Ex-first lady pays $100, avoids trial over ticket

Former Arkansas first lady Janet Huckabee leaves Pulaski County District Court in Little Rock on Thursday after agreeing to pay a $100 fee resulting from a Sept. 20 wreck.
Former Arkansas first lady Janet Huckabee leaves Pulaski County District Court in Little Rock on Thursday after agreeing to pay a $100 fee resulting from a Sept. 20 wreck.

— The day Janet Huckabee was ticketed for careless and prohibited driving after a wreck on Interstate 30 involving three other vehicles, her attorney denied that the former Arkansas first lady was involved in the crash and said she would “contest the ticket in court.”

But on Thursday - the day of her scheduled trial on the violation - Huckabee took a different route, agreeing to pay a $100 fee to avoid trial.

In exchange, P ulaski County District Judge Wayne Gruber agreed to “reserve judgment” on the violation and dismiss it if Huckabee does not have any more infractions in the next six months

The trooper who issued the ticket, John Blackmon, and Deputy Prosecuting Attorney Tamara Deaver told Gruber they had no objection to the agreement, which prosecutors said is commonly offered to traffic violators with otherwise clean records.

“She wasn’t treated any differently than anyone else,” Deaver’s supervisor, Deputy Prosecuting Attorney Will Jones, said.

Huckabee’s attorney, Kevin Crass of Little Rock, requested the deferred judgment Thursday as Huckabee stood before Gruber along with Blackmon and three other witnesses - the drivers of other vehicles involved in the crash - who would have testified for the prosecution had the trial gone forward.

Huckabee, 55, who now lives in Miramar Beach, Fla .,with her husband, former Arkansas Gov. Mike Huckabee, paid the $100 “monitoring fee” before leaving the courthouse. She and Crass declined to comment on the agreement after the hearing. A spokesman for Mike Huckabee did not respond to a request for comment.

The accident happened the morning of Sept. 20 in the westbound lanes of Interstate 30, near the Interstate 630 interchange in Little Rock. According to a report by Blackmon, Janet Huckabee, driving a 2010 Subaru Outback, attempted to merge from the far right lane to the center lane before noticing another vehicle in the center lane.

Lauren DeCaporale, the driver of the other car, swerved to avoid a collision, and her vehicle, a Mazda Tribute, spun out of control, crashing into a GMC Suburban in the center lane, Blackmon wrote. The Suburban then struck a tractor-trailer that was entering the highway from I-630.

The Tribute, Suburban and tractor-trailer were each listed as having thousands of dollars of damage, but none of the drivers required medical treatment at a hospital.

In a statement issued the day of the accident, Crass said Janet Huckabee was “not actually involved in the accident, but witnessed it in her rearview mirror and stopped to render aid.” He added that she would contest the ticket in court.

But, in a statement submitted to the state police, DeCaporale, 26, of Little Rock said the former first lady was talking on a cell phone while attempting to merge and veered toward her vehicle “at minimum 3 times.”

Crass denied in his September statement that Janet Huckabee had been talking on a cell phone. He said that could be verified by cell-phone records and a passenger in her car. His statement and the accident report don’t name the passenger.

In her statement to the state police, Huckabee said she was preparing to change lanes when she “saw someone else doing the same thing.”

“I went back over to the original lane and out of the rearview mirror I saw the other car lose control of the vehicle and begin to hit other vehicles,” Huckabee wrote. She said she stopped immediately, called 911 and went to check on the people involved in the accident.

Blackmon said in his report that Huckabee admitted to merging into a lane where another vehicle was already driving before noticing the other vehicle. He cited her for careless and prohibited driving for “failing to maintain proper lookout.”

After Huckabee’s court appearance Thursday, Blackmon, 31, who has been a trooper more than five years, said he stood by his report but had no problem with the agreement allowing the charge to be dismissed.

The judge “didn’t say I was wrong,” Blackmon said. “Everybody was really respectful about saying I did the right thing.”

He added that Huckabee was “cordial” and that he was glad the case was resolved without a lot of “hoopla.”

“I’m glad it turned out the way it did,” Blackmon said.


**WORK TO BE COMPLETED:**
Find the lines below that contain the string "vector". Copy each one.

**AVAILABLE DATA:**
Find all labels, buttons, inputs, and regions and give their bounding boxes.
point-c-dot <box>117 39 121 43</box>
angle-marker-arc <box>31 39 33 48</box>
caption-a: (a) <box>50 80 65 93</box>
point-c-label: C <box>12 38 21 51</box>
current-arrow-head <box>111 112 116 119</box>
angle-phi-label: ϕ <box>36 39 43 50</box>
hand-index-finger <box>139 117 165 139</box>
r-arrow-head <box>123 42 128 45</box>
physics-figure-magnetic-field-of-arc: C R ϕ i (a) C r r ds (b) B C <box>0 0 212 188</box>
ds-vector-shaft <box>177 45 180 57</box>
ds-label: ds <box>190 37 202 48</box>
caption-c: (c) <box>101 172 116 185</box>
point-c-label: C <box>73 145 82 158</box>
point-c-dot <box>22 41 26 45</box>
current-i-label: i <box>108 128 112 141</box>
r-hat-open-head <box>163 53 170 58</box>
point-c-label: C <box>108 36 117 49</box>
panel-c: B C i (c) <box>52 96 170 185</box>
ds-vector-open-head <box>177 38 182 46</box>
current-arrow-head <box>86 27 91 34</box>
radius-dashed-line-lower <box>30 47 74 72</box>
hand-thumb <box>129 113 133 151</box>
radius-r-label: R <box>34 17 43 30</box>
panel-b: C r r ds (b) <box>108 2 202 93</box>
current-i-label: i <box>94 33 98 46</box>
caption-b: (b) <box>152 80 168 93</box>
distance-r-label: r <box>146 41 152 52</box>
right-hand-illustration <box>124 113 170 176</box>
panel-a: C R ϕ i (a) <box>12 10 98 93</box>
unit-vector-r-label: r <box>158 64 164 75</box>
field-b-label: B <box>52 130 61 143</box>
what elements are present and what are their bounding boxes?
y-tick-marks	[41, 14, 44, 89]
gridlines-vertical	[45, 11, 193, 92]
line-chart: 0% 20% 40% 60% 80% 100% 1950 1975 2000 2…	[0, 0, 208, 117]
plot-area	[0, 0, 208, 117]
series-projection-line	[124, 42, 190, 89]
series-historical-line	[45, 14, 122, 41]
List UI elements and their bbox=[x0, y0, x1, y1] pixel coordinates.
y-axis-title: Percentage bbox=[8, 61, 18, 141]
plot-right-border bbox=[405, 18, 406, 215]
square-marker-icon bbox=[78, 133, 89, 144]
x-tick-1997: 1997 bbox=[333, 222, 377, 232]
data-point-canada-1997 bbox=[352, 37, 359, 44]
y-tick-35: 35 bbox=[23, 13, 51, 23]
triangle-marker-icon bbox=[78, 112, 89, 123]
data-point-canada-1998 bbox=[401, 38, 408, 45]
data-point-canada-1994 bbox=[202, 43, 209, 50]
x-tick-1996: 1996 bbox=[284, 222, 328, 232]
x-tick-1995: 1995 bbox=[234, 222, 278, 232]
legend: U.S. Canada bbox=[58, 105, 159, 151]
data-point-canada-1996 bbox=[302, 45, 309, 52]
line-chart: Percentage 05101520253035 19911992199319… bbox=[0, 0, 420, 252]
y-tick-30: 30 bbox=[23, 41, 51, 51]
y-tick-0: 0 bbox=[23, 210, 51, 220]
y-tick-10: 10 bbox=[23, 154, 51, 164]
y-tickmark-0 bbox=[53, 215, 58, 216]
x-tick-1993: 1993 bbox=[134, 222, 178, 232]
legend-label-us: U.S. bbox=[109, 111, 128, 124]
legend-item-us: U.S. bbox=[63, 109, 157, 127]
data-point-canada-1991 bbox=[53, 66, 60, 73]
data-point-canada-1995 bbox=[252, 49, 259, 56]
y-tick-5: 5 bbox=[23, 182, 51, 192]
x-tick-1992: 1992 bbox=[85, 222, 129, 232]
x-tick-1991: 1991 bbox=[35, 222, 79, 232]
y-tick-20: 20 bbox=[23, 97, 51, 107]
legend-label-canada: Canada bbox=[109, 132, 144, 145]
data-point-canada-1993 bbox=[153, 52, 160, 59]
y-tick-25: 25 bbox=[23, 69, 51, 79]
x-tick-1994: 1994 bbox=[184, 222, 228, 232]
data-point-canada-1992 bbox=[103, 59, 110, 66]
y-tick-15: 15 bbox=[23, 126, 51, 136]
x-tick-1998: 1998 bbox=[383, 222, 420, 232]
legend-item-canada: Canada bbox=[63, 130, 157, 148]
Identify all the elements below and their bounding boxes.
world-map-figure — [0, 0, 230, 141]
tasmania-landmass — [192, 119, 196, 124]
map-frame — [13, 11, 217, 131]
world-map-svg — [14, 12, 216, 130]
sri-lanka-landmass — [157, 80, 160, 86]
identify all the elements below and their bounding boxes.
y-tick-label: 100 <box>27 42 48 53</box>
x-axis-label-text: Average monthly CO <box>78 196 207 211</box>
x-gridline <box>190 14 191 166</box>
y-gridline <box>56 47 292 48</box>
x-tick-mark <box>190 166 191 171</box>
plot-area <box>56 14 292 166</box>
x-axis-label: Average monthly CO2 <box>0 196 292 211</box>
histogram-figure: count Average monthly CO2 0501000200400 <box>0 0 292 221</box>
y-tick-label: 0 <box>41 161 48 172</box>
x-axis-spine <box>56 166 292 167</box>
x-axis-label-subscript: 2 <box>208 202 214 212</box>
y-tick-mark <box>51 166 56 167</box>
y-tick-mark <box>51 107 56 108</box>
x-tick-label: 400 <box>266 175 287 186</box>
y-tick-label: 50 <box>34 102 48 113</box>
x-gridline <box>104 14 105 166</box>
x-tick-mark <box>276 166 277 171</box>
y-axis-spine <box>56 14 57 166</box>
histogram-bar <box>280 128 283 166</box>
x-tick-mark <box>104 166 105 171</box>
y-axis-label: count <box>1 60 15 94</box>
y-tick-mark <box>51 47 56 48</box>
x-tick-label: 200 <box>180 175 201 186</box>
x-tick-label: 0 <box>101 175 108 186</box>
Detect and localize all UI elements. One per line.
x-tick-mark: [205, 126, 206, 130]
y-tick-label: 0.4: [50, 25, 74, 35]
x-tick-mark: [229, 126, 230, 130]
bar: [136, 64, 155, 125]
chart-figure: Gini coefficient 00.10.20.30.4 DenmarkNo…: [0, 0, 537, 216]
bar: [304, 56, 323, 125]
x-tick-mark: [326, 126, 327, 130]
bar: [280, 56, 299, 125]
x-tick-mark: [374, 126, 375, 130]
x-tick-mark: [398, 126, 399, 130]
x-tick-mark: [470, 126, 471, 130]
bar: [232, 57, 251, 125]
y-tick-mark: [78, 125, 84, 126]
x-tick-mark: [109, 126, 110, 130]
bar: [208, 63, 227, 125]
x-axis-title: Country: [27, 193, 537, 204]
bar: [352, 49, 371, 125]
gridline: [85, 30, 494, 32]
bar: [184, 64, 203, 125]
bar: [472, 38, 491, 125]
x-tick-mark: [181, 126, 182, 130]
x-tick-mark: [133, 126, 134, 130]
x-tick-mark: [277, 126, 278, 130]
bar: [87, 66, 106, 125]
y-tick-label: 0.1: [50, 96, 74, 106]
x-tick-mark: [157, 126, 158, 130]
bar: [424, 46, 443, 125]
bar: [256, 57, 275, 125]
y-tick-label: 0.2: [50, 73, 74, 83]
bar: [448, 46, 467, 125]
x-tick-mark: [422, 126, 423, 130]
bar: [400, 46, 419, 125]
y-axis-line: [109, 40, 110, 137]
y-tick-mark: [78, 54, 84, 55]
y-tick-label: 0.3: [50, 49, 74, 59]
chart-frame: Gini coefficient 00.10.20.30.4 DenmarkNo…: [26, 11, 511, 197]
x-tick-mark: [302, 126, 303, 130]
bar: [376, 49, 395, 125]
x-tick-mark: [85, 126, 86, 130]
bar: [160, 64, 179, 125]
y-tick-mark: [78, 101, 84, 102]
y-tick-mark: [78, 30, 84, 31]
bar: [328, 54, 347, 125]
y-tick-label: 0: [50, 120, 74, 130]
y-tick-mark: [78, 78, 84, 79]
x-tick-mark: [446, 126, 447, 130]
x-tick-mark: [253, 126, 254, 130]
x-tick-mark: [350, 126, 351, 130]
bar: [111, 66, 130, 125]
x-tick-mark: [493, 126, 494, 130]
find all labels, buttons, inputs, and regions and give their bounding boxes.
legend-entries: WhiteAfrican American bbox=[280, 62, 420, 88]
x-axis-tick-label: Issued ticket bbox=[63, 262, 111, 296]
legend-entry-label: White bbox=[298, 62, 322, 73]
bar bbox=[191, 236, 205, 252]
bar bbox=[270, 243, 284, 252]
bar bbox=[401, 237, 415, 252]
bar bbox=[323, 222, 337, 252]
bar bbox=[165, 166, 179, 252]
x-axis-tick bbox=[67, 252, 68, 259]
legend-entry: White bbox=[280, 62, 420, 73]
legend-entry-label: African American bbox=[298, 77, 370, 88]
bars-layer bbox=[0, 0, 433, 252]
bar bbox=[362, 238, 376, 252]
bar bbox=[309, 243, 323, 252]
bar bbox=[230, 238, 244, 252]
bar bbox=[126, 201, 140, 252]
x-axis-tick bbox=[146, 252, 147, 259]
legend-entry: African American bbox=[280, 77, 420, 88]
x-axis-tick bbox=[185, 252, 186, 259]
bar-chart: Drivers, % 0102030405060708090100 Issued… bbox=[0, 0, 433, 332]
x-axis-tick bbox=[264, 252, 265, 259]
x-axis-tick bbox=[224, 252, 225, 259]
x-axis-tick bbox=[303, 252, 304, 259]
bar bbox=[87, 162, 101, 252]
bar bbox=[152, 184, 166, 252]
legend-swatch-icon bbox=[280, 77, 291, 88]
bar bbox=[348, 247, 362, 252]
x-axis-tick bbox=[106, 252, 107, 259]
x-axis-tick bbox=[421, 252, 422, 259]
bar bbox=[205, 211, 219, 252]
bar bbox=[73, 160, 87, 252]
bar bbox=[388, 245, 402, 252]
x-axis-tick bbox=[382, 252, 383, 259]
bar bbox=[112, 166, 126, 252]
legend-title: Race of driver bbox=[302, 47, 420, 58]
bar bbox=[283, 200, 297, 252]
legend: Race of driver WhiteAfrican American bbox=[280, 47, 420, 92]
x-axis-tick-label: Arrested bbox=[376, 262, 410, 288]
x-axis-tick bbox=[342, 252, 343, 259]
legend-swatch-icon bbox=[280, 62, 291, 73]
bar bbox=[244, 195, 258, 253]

**SOLUTION:**
ds-vector-shaft <box>177 45 180 57</box>
ds-vector-open-head <box>177 38 182 46</box>
unit-vector-r-label: r <box>158 64 164 75</box>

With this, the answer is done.